Join Our Mailing List
Email:


Hotter and Drier: The West's Changed Climate 3.28.08 PDF Print E-mail

Climate Facts

Hotter and Drier: The West’s

Changed Climate

Human activities are already changing the climate of the American West.

A new report by the Rocky Mountain Climate Organization (RMCO) and

the Natural Resources Defense Council (NRDC), drawn from 50 scientific

studies, 125 other government and scientific sources, and our own new

analyses, documents that the West is being affected more by a changed

climate than any other part of the United States outside of Alaska. When

compared to the 20th century average, the West has experienced an increase

in average temperature during the last five years that is 70 percent greater

than the world as a whole. Responding quickly at all levels of government by

embracing available solutions is critical to minimizing further disruption of

this region’s climate and economy.

To read the full report on

the impacts of global

warming in the West, visit

www.nrdc.org/policy.

For more information,

please contact:

Theo Spencer at NRDC

(212) 727-2700

Stephen Saunders at RMCO

(303) 880-4598

www.nrdc.org/policy

March 2008

© Natural Resources Defense Council

The West Is Getting Hotter

The planetary warming that scientists predict will

result from human emissions of heat-trapping

gases is already underway. In February 2007, the

Intergovernmental Panel on Climate Change

(IPCC) declared, “Warming of the climate system

is unequivocal,” and it is “very likely” that

most of the warming since the middle of the 20th

century is the result of human pollutants.

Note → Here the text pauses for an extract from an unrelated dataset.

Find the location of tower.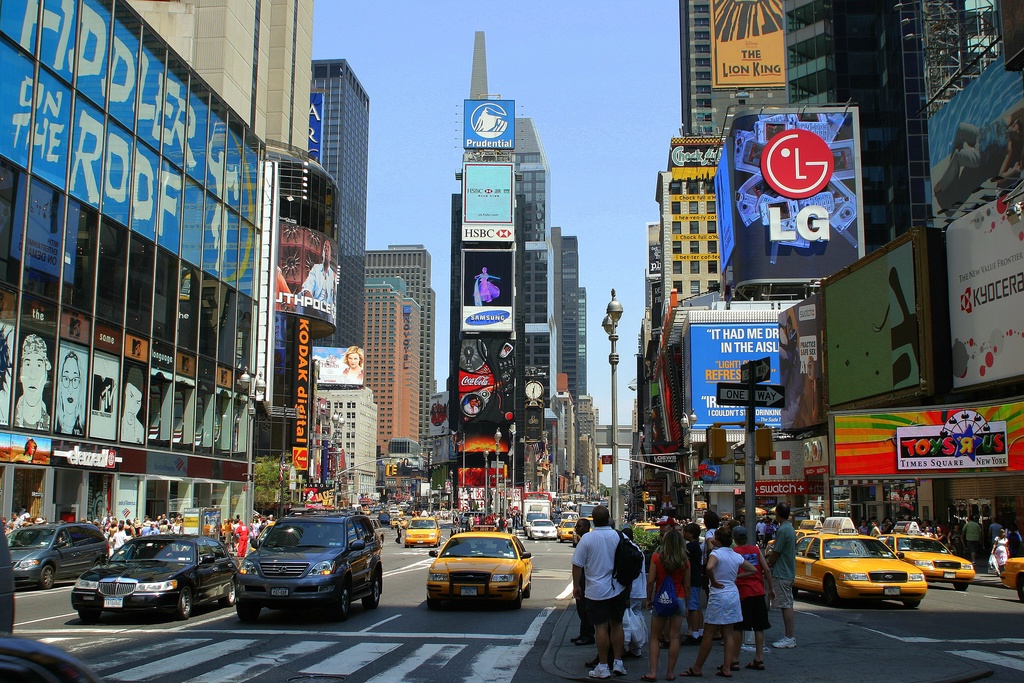
Location: pyautogui.locateOnScreen(446, 30, 566, 519).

The American West has heated up even

more than the world as a whole. For the last five

years (2003 through 2007), the global climate has

averaged 1.0 degree Fahrenheit warmer than its

20th century average. RMCO found that during

the 2003 through 2007 period, the 11 western

states averaged 1.7 degrees Fahrenheit warmer

than the region's 20th century average—which

represents 70 percent more warming than for the

world as a whole. The West has also experienced

more frequent and severe
heat waves, with the

number of extremely hot days increasing by up to

four days per decade since 1950.

Planet +1.0°F

Western United States +1.7°F

Colorado River Basin +2.2°F

Arizona +2.2°F

California +1.1°F

Colorado +1.9°F

Idaho +1.8°F

Montana +2.1°F

Nevada +1.7°F

New Mexico +1.3°F

Oregon +1.4°F

Utah +2.1°F

Washington +1.4°F

Wyoming +2.0°F

More Rapid Warming in the West

2003 to 2007 5-Year Average Temperatures

Compared to 20th Century Averages

White “bathtub rings” show the pre-drought water level of Lake Powell in Arizona.